Frequently Asked Questions
Where do I start with deepfake defence if I have no security team?
Run the baseline assessment above — two to four hours, no external consultants. Then Phase 1: draft a deepfake-specific IR plan, replace video verification with passkeys for high-value authorisations, and deploy safe word systems for voice calls. All three are implementable within four weeks.
What is a deepfake incident response plan and how does it differ from a standard IR plan?
A deepfake-specific IR plan adds three elements standard IR plans omit: media authentication procedures, legal takedown triggers for synthetic media on external platforms, and a communication strategy for scenarios where fabricated audio or video of company personnel is circulating. If your existing IR plan does not address these, it is not deepfake-ready.

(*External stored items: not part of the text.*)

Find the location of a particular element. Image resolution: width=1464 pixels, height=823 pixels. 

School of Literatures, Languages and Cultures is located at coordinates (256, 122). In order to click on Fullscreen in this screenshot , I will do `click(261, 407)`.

Are safe word systems genuinely effective against voice clone fraud?
Yes, in the specific scenarios they address. A pre-agreed verbal code defeats voice cloning because the attacker does not know the current code. The limitation is consistency — safe words only work when both parties follow the protocol every time. They remain effective even as generation quality improves.
How do I know if my MFA setup is vulnerable to deepfake attacks?

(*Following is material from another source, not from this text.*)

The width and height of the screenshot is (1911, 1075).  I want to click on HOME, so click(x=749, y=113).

Audit every authentication workflow that uses face recognition, voice recognition, or video call verification as an identity factor. If any authorise transactions above your defined threshold, they are vulnerable. Replace biometric factors with cryptographic factors — FIDO2 and passkeys — for high-value workflows.
When should an SMB invest in a deepfake detection tool?
Only after Phase 1 and Phase 2 controls are fully implemented, and only if threat modelling shows residual risk that process controls cannot address. Real-world detection accuracy sits 30–50% below vendor laboratory claims. Process controls do not degrade as generation models improve.
What should I do immediately if my company is targeted by a deepfake fraud attempt?
Follow your IR plan: freeze the transaction, isolate the communication channel, preserve all evidence, and notify your pre-identified media authentication contact. If you do not yet have an IR plan, freeze the transaction first. The assessment of whether it was a deepfake comes after containment.
What does a realistic deepfake defence budget look like for a 200-person company?
Phase 1 costs are near zero — process documentation and configuration changes. Phase 2 includes training platform licensing (KnowBe4 SMB pricing typically runs $15–25 per user annually) and vendor due diligence time. Phase 3 depends on insurance adjustments and legal consultation. Detection tools, if warranted, run mid-four to low-five figures annually. Against a $450,000 average incident cost, Phase 1 is measured in days of engineering time.
How do I adapt enterprise deepfake defence recommendations to an organisation without a CISO?
Assign an explicit security owner — a realistic acknowledgement of how most 50–500 person organisations operate. Phase 1 controls do not require a CISO. Phase 2 training can be managed by engineering leadership. Phase 3 compliance and insurance decisions are executive-level tasks you can drive with legal and finance support.